ABSTRACT

CW Begin by telling me what your motivation has been for becoming an intellectual. Talk about your work, and the politics of both your personal relationships and your politics of resistance.

bh A passion for ideas, for thinking critically, lay the groundwork for my commitment to intellectual life. That passion began in childhood. When I was young I had, and continue to have, an insatiable longing to read everything-know everything. To this day I remain the kind of reader for whom nothing is off limits, from children's books, Harlequin romances, car and fashion magazines, self-help books, all kinds of pulp, to ·economic, sociological, psychological, literary, and feminist theory. I love to read across disciplines. I am always astonished by academics who show no interest in work outside their discipline. For me, reading broadly has been absolutely essential to the kind of speculative critical thinking that informs my work. I have said in other writing that the difficulty many academics have when called to speak and write from an inclusive standpoint-one where ideas are looked at from a multidimensional perspective that begins with an analysis rooted in an understanding of race, gender, and class is due to the gap created by a lack of information. Since so many scholars and academics have been trained to think and study along narrow disciplinary lines, the knowledge they produce rarely addresses the complexity of our experience or our capacity to know. A pure passion to know was the yearning that seduced me into intellectual life. And that

yearning has really been the impetus motivating me to synthesize and juxtapose in a complex way ideas, experiences that on the surface might not appear to have a point of convergence.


» Required action:
In the listing beneath this line, copy exactly the lines starting with the one containing "Describe the element at coordinates (567, 9)" and going on through the one containing "The height and width of the screenshot is (587, 1306).".

» Data supplied:
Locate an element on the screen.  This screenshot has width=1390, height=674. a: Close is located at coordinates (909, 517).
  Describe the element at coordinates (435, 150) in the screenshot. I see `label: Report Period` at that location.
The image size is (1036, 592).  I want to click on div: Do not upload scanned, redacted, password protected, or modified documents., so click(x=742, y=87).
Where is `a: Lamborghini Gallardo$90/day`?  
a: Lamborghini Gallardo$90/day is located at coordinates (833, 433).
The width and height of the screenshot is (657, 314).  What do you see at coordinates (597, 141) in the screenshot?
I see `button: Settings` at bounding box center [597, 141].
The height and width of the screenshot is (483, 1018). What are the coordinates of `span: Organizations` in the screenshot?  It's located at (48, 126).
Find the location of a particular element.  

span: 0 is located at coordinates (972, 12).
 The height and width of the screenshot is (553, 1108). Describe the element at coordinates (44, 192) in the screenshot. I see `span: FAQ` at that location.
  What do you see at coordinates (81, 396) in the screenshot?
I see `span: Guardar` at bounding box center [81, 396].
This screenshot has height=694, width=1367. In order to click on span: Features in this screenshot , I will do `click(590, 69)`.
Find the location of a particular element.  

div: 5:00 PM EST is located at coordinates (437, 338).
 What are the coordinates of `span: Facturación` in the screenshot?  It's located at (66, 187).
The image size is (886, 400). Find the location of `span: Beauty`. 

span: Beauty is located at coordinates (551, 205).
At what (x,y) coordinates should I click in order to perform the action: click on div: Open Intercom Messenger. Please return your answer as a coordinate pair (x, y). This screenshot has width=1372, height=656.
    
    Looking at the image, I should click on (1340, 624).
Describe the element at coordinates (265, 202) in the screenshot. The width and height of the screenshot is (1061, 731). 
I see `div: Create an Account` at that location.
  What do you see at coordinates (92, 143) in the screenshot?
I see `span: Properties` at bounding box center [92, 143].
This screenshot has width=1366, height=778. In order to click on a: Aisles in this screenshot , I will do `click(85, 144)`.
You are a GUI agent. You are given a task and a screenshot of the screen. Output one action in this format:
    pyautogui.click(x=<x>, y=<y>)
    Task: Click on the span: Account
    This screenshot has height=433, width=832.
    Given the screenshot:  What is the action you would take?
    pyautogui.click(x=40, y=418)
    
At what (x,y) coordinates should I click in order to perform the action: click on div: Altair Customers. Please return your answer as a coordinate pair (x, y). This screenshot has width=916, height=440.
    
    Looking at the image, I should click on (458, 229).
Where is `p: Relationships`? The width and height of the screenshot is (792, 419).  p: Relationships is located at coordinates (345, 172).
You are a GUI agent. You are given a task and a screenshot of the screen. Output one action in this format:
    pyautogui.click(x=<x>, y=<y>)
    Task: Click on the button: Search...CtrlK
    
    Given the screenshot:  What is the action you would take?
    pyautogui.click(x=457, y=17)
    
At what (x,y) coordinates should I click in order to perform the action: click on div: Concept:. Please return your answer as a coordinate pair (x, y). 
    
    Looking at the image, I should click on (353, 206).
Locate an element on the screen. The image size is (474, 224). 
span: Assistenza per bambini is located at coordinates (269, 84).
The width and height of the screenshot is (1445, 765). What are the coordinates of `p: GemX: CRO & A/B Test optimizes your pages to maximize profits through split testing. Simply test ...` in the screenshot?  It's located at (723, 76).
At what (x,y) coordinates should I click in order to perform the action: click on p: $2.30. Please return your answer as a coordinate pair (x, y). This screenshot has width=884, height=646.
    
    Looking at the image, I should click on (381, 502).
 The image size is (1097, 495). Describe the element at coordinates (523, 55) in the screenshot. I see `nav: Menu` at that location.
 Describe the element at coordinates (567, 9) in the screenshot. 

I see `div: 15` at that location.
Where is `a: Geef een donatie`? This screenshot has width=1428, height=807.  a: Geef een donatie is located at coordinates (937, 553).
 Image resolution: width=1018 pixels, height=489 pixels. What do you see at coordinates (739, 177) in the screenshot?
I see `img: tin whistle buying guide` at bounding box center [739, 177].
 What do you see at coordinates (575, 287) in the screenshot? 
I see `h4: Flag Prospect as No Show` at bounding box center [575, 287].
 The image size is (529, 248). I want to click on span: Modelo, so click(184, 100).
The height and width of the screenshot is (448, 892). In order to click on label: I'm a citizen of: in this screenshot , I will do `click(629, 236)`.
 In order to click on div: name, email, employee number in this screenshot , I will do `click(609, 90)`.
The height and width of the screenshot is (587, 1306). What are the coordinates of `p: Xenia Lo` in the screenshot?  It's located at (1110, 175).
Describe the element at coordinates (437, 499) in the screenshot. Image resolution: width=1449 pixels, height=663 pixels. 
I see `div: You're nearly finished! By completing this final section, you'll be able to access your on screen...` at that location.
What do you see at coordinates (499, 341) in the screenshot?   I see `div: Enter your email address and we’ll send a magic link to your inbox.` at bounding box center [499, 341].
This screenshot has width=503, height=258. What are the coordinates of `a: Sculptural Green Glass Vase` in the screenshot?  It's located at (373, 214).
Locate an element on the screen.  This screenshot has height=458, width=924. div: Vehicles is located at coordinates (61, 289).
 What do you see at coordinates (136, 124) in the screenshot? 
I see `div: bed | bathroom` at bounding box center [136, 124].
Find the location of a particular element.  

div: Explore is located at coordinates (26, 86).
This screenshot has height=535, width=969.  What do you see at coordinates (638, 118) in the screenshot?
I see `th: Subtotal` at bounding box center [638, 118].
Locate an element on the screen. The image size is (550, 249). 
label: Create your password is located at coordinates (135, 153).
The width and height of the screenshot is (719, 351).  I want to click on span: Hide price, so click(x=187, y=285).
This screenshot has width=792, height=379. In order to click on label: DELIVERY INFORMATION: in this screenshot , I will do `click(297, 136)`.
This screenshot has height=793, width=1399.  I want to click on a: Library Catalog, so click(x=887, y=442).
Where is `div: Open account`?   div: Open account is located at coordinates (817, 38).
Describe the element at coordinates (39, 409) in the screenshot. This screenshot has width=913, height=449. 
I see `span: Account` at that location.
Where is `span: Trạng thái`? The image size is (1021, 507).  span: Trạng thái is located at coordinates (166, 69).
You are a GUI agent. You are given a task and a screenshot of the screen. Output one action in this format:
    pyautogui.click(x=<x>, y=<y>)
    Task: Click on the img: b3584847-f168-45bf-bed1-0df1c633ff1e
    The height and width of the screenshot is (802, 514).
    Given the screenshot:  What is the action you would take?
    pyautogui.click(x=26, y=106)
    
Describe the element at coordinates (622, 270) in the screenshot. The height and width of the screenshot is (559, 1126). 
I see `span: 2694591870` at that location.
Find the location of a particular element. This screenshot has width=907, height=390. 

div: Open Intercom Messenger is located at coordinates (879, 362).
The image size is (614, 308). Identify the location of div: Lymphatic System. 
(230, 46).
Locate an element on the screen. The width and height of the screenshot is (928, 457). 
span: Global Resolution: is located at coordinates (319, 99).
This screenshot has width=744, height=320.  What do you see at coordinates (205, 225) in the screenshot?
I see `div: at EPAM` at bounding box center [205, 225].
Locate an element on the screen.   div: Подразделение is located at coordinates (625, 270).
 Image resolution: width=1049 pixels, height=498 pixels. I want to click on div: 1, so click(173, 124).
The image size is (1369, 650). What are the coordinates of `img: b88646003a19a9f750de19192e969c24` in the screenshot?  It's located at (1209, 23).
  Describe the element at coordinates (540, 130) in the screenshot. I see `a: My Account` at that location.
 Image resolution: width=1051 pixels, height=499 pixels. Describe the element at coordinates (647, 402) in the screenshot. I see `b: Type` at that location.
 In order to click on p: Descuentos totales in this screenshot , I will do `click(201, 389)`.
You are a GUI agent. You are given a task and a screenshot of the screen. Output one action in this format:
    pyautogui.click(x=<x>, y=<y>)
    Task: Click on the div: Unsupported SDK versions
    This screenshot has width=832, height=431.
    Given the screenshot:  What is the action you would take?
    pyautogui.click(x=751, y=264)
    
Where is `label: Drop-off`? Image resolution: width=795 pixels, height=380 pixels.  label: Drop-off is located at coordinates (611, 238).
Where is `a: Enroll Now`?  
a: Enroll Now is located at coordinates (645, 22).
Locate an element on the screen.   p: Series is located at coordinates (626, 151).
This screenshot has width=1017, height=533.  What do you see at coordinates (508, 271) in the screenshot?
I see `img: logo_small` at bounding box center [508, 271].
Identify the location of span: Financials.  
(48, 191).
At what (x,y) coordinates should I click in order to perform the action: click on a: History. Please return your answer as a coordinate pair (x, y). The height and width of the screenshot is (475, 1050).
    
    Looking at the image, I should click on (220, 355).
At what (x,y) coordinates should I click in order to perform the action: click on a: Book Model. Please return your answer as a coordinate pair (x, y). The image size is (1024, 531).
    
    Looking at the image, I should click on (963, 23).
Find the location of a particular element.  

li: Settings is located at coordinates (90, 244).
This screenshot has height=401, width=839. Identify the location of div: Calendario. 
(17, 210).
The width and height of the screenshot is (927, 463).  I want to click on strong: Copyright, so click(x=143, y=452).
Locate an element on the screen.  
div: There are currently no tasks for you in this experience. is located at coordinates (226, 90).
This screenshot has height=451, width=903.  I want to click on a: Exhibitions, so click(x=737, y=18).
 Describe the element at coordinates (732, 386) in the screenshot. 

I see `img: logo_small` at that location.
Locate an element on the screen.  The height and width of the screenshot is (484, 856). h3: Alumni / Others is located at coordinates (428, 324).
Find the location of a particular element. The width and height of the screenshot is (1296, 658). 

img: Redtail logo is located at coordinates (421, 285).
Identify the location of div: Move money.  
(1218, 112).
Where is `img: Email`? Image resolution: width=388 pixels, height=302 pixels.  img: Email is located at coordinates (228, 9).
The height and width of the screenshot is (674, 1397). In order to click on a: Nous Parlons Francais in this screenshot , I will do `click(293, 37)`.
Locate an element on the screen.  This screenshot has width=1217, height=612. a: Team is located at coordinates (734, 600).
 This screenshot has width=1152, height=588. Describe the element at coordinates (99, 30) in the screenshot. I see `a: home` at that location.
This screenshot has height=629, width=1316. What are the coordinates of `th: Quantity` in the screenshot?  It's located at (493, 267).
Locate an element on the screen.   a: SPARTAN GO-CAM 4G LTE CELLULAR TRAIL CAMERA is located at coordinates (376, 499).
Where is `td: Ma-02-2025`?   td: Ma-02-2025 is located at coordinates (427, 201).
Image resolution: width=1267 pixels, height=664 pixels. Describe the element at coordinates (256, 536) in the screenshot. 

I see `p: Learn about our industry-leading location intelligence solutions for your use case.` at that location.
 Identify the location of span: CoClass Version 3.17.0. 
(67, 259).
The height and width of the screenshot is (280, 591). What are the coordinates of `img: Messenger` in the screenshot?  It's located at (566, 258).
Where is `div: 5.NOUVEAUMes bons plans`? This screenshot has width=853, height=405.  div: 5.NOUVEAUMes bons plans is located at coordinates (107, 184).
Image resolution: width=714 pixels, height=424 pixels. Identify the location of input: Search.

» Result of the task:
 Describe the element at coordinates (567, 9) in the screenshot. 

I see `div: 15` at that location.
Where is `a: Geef een donatie`? This screenshot has width=1428, height=807.  a: Geef een donatie is located at coordinates (937, 553).
 Image resolution: width=1018 pixels, height=489 pixels. What do you see at coordinates (739, 177) in the screenshot?
I see `img: tin whistle buying guide` at bounding box center [739, 177].
 What do you see at coordinates (575, 287) in the screenshot? 
I see `h4: Flag Prospect as No Show` at bounding box center [575, 287].
 The image size is (529, 248). I want to click on span: Modelo, so click(184, 100).
The height and width of the screenshot is (448, 892). In order to click on label: I'm a citizen of: in this screenshot , I will do `click(629, 236)`.
 In order to click on div: name, email, employee number in this screenshot , I will do `click(609, 90)`.
The height and width of the screenshot is (587, 1306). What are the coordinates of `p: Xenia Lo` in the screenshot?  It's located at (1110, 175).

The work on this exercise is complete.